By Ayusha Mahajan

Ayusha served as the Transformation Storytelling Fellow for Community Foundations of Canada for a six-month experience with a portfolio exploring societal transition. A story would never achieve its potential without the means to make it heard. This story is made possible through the support of Canada Life, the RBC Foundation, and Social Innovation Academy.

Make the possibility a reality

Futures have been imagined. By having their complexities and challenges acknowledged, they have also been believed in. Now that the blueprint is laid out, how do you mobilize change? The courage to imagine is directly linked to the ability to execute the imagination, and the most fundamental resource for actionis people with a purpose.

The great thing about traversing water is that no path is rigid, and individual drafts of wind can collectively change the direction of a sailboat. What does that mean for society? “Mostly it’s people that transform things and institutions” says Andrew Chunilall, Chief Executive Officer of CFC. Transformed minds have potential for new ideas, individuals, and their perspectives, have the power to make profound change. 

How do we then mobilize purpose for transformation? There are several ways:

Collaboration

If transformation is a flash mob of individual dancers, the Movement of Movements project aims to organize the mob by coordinating dancers of different experience levels and physical capacities. Movements are effective on their own, but their collaboration could maximize impact through sharing resources and working on filling in the gaps instead of reinventing the wheel. Movement maps can be made to connect movements of similar underlying focuses, such as: geographic location, focus, Sustainable Development Goals (SDGs), strategy, stakeholders, and target population.

“It would be easier if we just said, ‘Okay, we are going to try to tackle one issue.’ But the intersectionality of all those issues and the complexity of what is needed right now,” says Michelle Baldwin, member of the Transformation team at CFC. “To me the transformation work is more about figuring out the levers for change, as opposed to only trying to create the change itself.” And philanthropy is simply “one sector of this movement building, and we need collaboration across sectors.”

Deep Narratives

Another relevant concept is that of the “deep narrative,” introduced by UK narrative strategist Ruth Taylor. Deep narratives reveal the conditioned ways of perceiving, thinking, and acting that lie underneath the rigid paradigms and systems that govern our society. This psychosocial approach to collective thought bases narratives on inherent human traits, such as stereotyping being a result of pattern recognition, and anti-migration sentiments as unfamiliarity and the “fear of the other.” Like fish not recognizing their ways of living are governed by water, despite, and because of them being surrounded by it, we can be oblivious to how deeply culturally embedded these narratives can be. In other words, as David Foster Wallace famously quoted, “This is the water we swim in.”

Taylor suggests three ways of conducting deep narrative change: “thinking across movements” by groups forming around function and moving away from entity thinking; finding a common cause and aligning against an issue; immersing the public within the right deep narratives through social and cultural means such as art and community. Web3 and DAOs (decentralized autonomous organizations) can be seen to be holding the potential to be doing all three via cross-DAO collaboration, purpose-driven identity, and decentralized organization that supports creation and participation.

Clear goals

Finally, minds can only be transformed when there is a purposeful goal, and community members can visualize themselves as part of something bigger. Participation is contagious, and purpose can be a powerful force for development, however it may take place. Soul, soil, oil – whichever analogy you use, no system, be it a body, tree network, or rocket, can function without fuel. The future is not a single destination. We are bound by the present, but conditions in the future can mean different things for different people, and thus create a spectrum of futures. How we decide to act now will determine what each destination will look like and how many of us can afford a ticket to the one we desire.

“The question is,” Chunilall asks,  “How do you stay  at the front end of the change so you can influence it for good?”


What you have to do - Each line of the listing below containing the word "with" should be returned.

Data section -

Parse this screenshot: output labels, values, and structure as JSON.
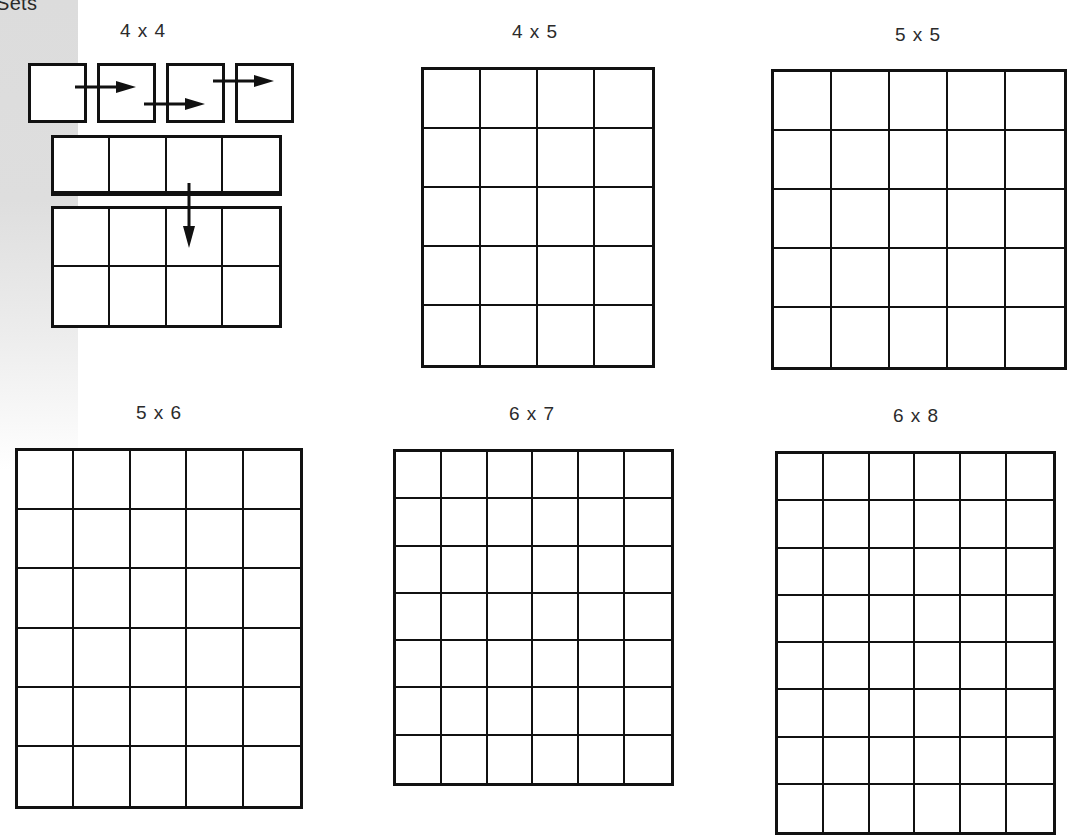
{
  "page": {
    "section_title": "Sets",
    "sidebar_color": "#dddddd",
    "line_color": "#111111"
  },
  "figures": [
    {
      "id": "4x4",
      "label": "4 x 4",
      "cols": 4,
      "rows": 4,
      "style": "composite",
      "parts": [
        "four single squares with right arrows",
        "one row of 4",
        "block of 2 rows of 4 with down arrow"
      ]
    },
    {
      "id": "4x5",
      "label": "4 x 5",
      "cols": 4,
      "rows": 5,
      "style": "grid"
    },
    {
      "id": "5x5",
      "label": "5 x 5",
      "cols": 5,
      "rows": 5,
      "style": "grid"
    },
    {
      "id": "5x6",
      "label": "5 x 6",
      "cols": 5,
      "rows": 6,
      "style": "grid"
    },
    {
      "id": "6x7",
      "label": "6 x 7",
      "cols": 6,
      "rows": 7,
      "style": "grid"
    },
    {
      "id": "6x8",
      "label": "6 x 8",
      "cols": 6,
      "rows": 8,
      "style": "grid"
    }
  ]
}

Answer to this problem -
        "four single squares with right arrows",
        "block of 2 rows of 4 with down arrow"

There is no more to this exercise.